Books You Haven't Read...the Books You Needn't Read, the Books Made For Purposes Other Than Reading, Books Read Even Before You Open Them Since They Belong To The Category Of Books Read Before Being Written...the Books That If You Had More Than One Life You Would Certainly Also Read But Unfortunately Your Days Are Numbered...the Books You Mean To Read But There Are Others You Must Read First, the Books Too Expensive Now And You'll Wait Till They're Remaindered, the Books Ditto When They Come Out In Paperback, Books You Can Borrow From Somebody, Books That Everybody's Read So It's As If You Had Read Them, Too.



Monday
Dec062010

Out My Window 1: FS Michaels

Now that it's December, this is what I see out my window here in the southern interior of British Columbia. 

As the months get colder, I watch the snow line creep down the hills, a little further each morning, until it's winter and the cold is here to stay. Then the hills no longer disappear into the night, black on black, the way they do in summer. They glow instead, snowy in the moonlight, spellbound under the winter stars.

Thursday
Nov252010

Our Daily Eagle

What's that? Who? The one who plays with dolls? Beagle? Are you sure? Not eagle? No Daily Bird? Daily Dog? What?

Tuesday
Nov232010

Our Daily Bird Followup: You Can't Always Get What You Want

Tuesday
Nov232010

Our Daily Beagle

Thursday
Nov182010

This Old House

I've been thinking a lot about why I don't like houses or furniture, or anything really, that's new but made to look old, furniture that's "distressed" to make it look weathered, wood floors banged up with a hammer so they look worn. 

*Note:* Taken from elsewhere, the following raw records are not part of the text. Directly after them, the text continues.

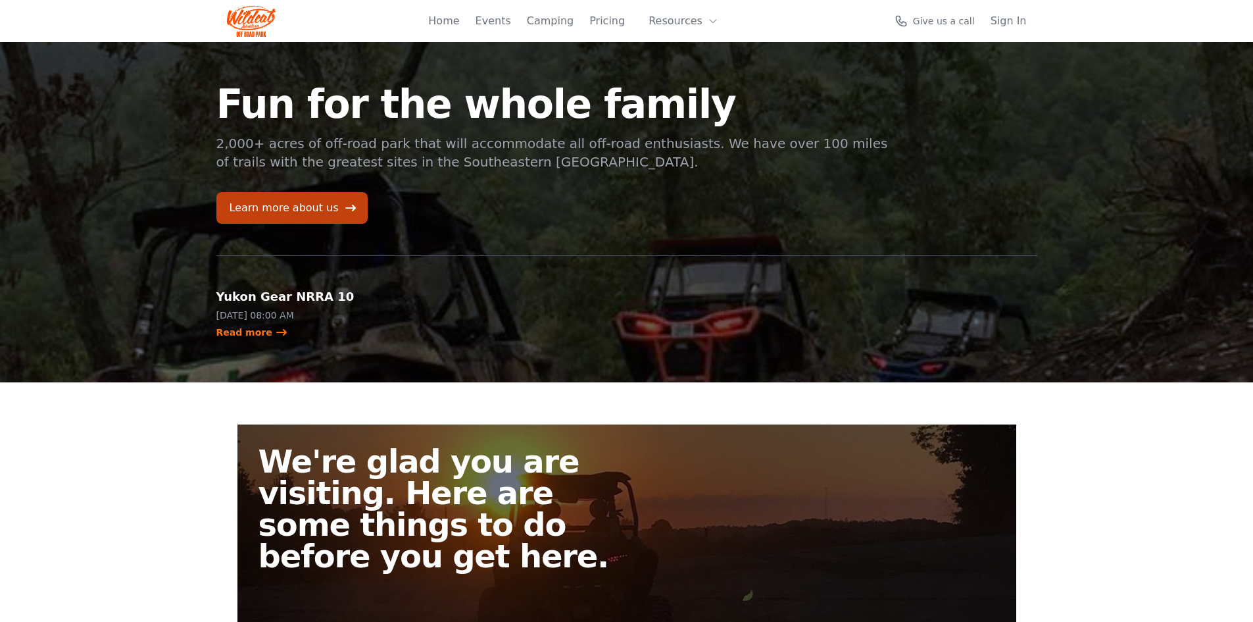  Describe the element at coordinates (944, 21) in the screenshot. I see `span: Give us a call` at that location. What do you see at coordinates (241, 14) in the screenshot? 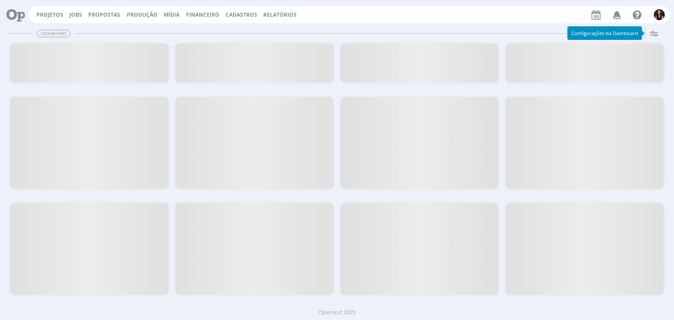
I see `span: Cadastros` at bounding box center [241, 14].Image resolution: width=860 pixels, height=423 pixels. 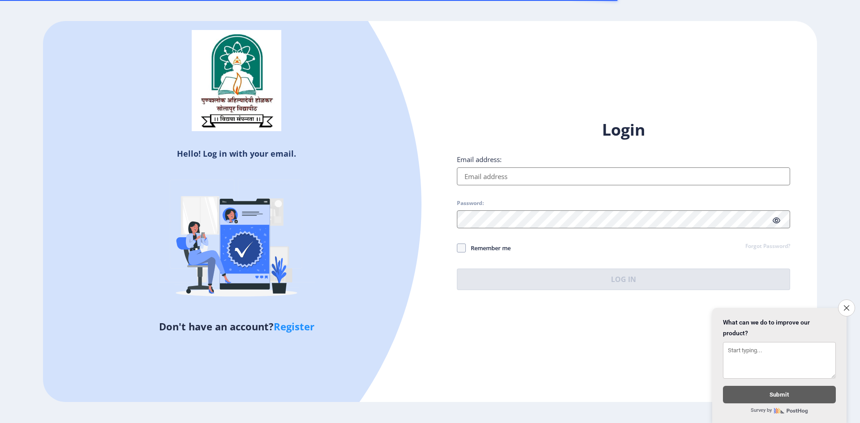 What do you see at coordinates (470, 203) in the screenshot?
I see `label: Password:` at bounding box center [470, 203].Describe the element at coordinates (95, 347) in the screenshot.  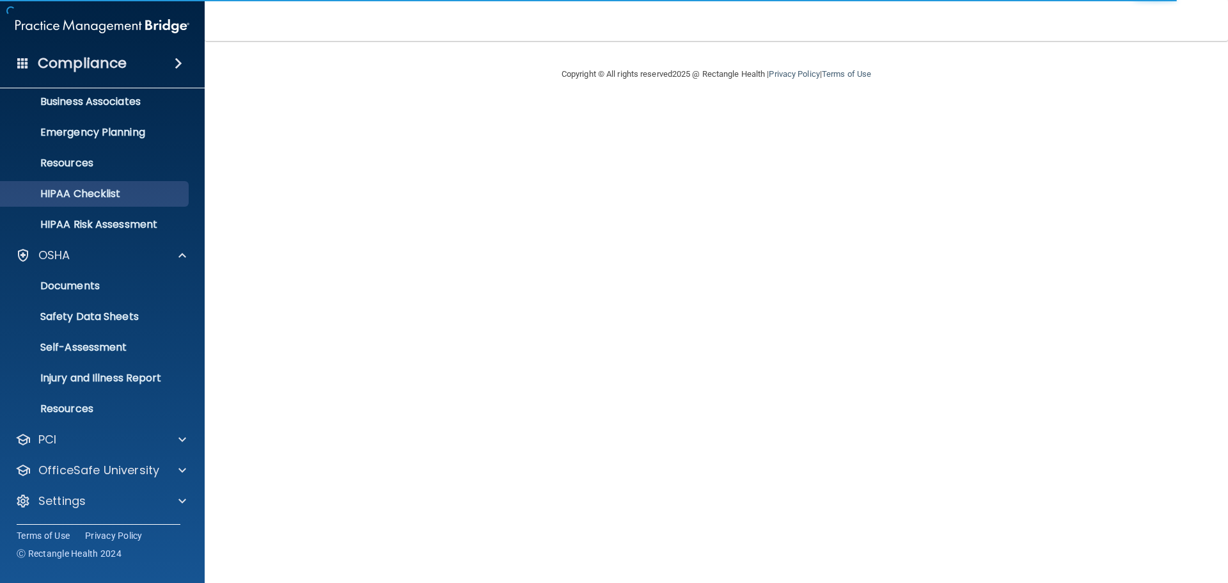
I see `p: Self-Assessment` at that location. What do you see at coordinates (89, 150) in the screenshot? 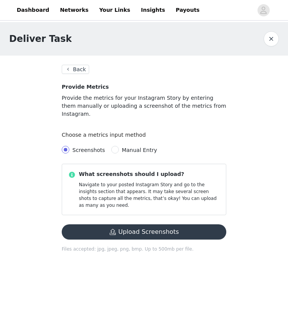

There is something about this that strikes me as untrue, and I realized what it was when I came across this paragraph in Bayles and Orland's book, Art & Fear. They said,

Today, indeed, you can find urban white artists – people who could not reliably tell a coyote from a German shepherd at a hundred feet – casually incorporating the figure of Coyote the Trickster into their work. A premise common to all such efforts is that power can be borrowed across space and time. It cannot. There’s a difference between meaning that is embodied and meaning that is referenced. As someone once said, no one should wear a Greek fisherman’s hat except a Greek fisherman.

When what looks old really is old, its meaning is embodied, not referenced - and trying to borrow the power of 'old' across space and time can only be referential; it isn't what it is.

If you can't borrow power across space and time then, what's left but to discover your own and embody its meaning yourself?

Tuesday
Nov162010

Conversation

The conversation we had last night in Canadian Tire:

Canadian: “Hey look! It’s a Christmas moose!”

Scottish-Canadian: “That’s not a moose.”

Canadian: “Yes it is.”

Scottish-Canadian: “No it isn’t.”

Canadian: “Yes it IS.”

Scottish-Canadian: “No it isn’t. That’s a reindeer.”

Canadian: “That’s not a reindeer. That’s a moose.”

Scottish-Canadian: “It’s a reindeer!”

Canadian: “It is NOT a reindeer. It’s a MOOSE.”

Scottish-Canadian: “Why would it be a moose? Christmas has reindeer.”

Canadian: “It’s Canada. It’s Christmas. It’s a Christmas moose.”

Scottish-Canadian: [long pause] “That’s crazy.”